The presentation followed several public comments urging tighter local protections tied to the Critical Areas Ordinance (CAO). "I ask that the updated CAO adopt performance-based protections to ensure upslope activities in geologically hazardous areas do not harm downslope homes, infrastructure, watersheds, and fish habitat," said Christy White, a resident who described a past state-logging-related landslide that nearly destroyed a neighbor's bridge. White asked the commission to require county monitoring of logging and major land-disturbing activities, mandatory geotechnical analyses where slope failures could affect people or infrastructure, and a standard that prevents any net increase in landslide or erosion risk.
Other public commenters described mapping and permitting challenges. Kyle Willoughby, who said his family has spent "tens of thousands of dollars" and county fees of about "$12,000" pursuing approvals on rural property, called the current CAO-driven permitting process "regulatory paralysis" and argued reasonable use of private property should not routinely require exceptions.
Commissioners and staff asked WGS technical questions about scope and limitations. Allen repeatedly stressed that the inventory documents where landslides have occurred in the past and is intended to flag sites for further study, not to predict future failures. "Our landslide inventories are intended to be a screening tool to identify areas where someone with a trained eye saw something that someone might want to take a closer look at," he said. He also described a separate "recently reported landslides" point layer that documents events not visible in LiDAR (for example, rapid failures captured in news reports or field observations).
County staff and commissioners discussed how the WGS mapping will be integrated into local systems. A staff member said the county is working on a phased GeoData update and that the CAO will be revised to align with the new data so that WGS maps become a primary resource rather than a secondary screening tool. Commissioners asked about mapping of shoreline bluffs and post-fire debris-flow fans; WGS staff said the group maps fans after fires and conducts rapid assessments along with modeling to estimate probabilities for debris-flow occurrence.

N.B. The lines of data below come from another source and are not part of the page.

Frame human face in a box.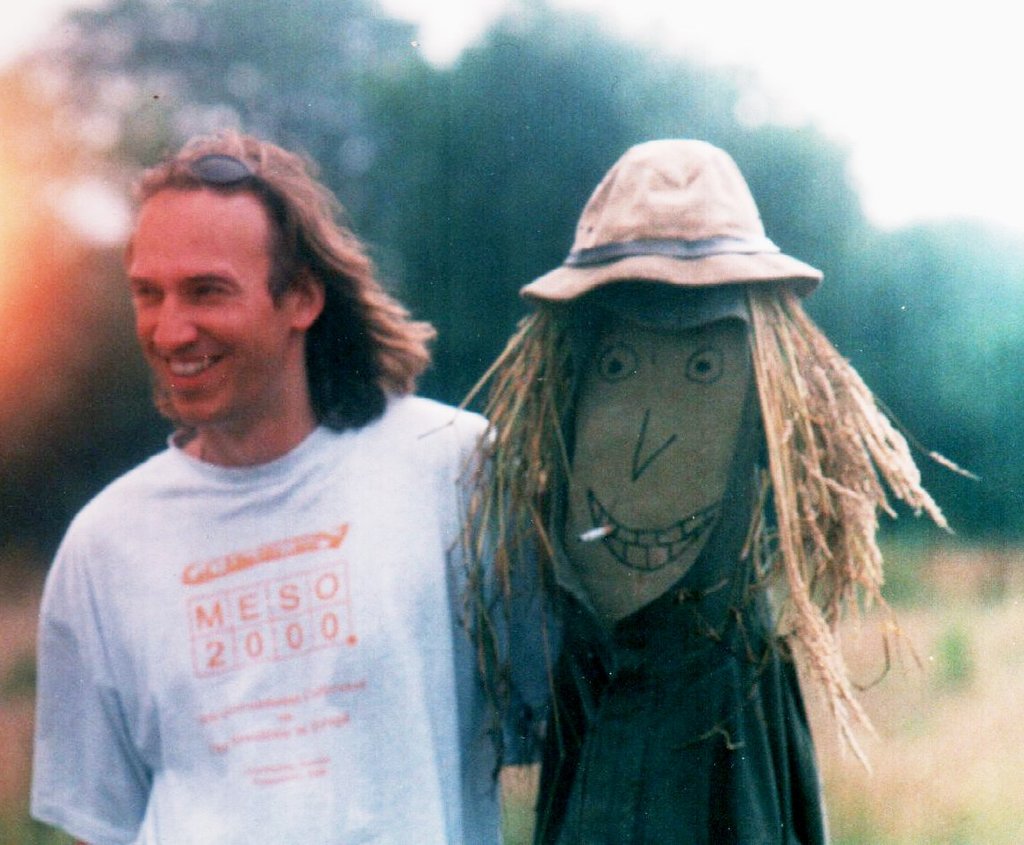
{"x1": 127, "y1": 182, "x2": 301, "y2": 409}.
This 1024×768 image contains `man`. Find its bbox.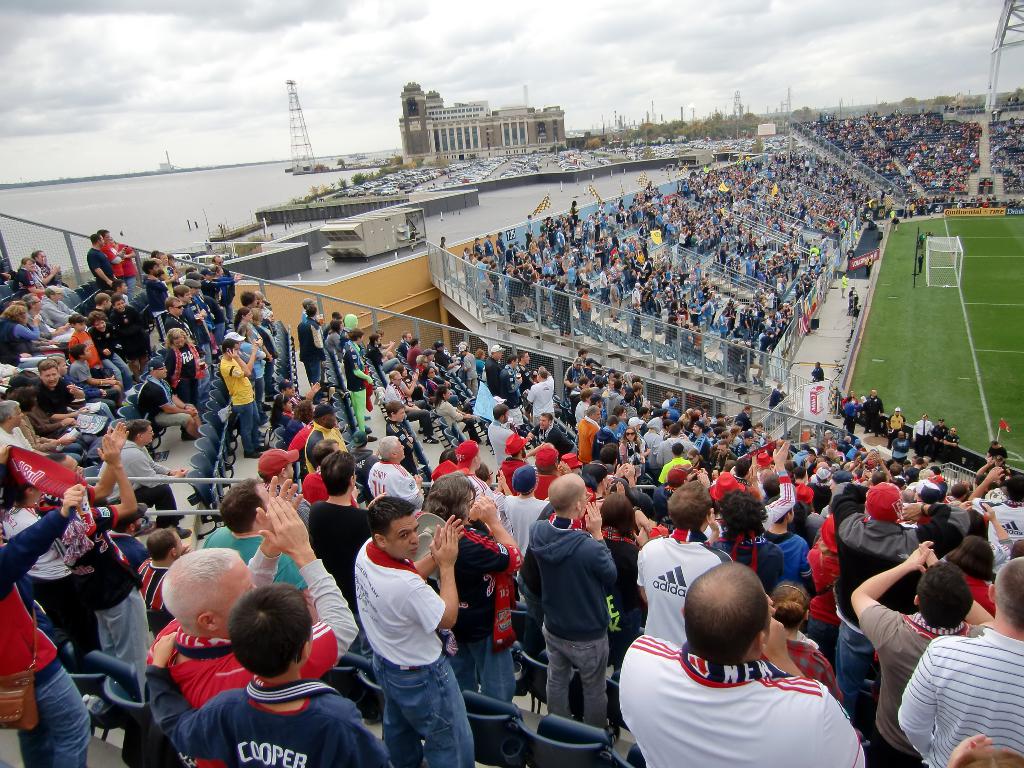
845:397:861:433.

Why it matters: Thurston County is updating its CAO and comprehensive plan, and residents and commissioners flagged landslide and related ecological risks as immediate inputs to regulatory updates. Presenters and commentors tied the technical mapping to policy choices — for example, whether the county should require pre-approval monitoring of logging activity, site-specific geotechnical studies, or stronger code provisions to avoid downstream harm.
The meeting record shows the commission accepted the WGS briefing and proceeded to later discuss docket prioritization and code updates where CAO integration will be addressed. The commission did not take a final action to adopt regulatory changes at the Jan. 7 meeting; staff indicated CAO revisions and phased GeoData integration will proceed as part of the docket process.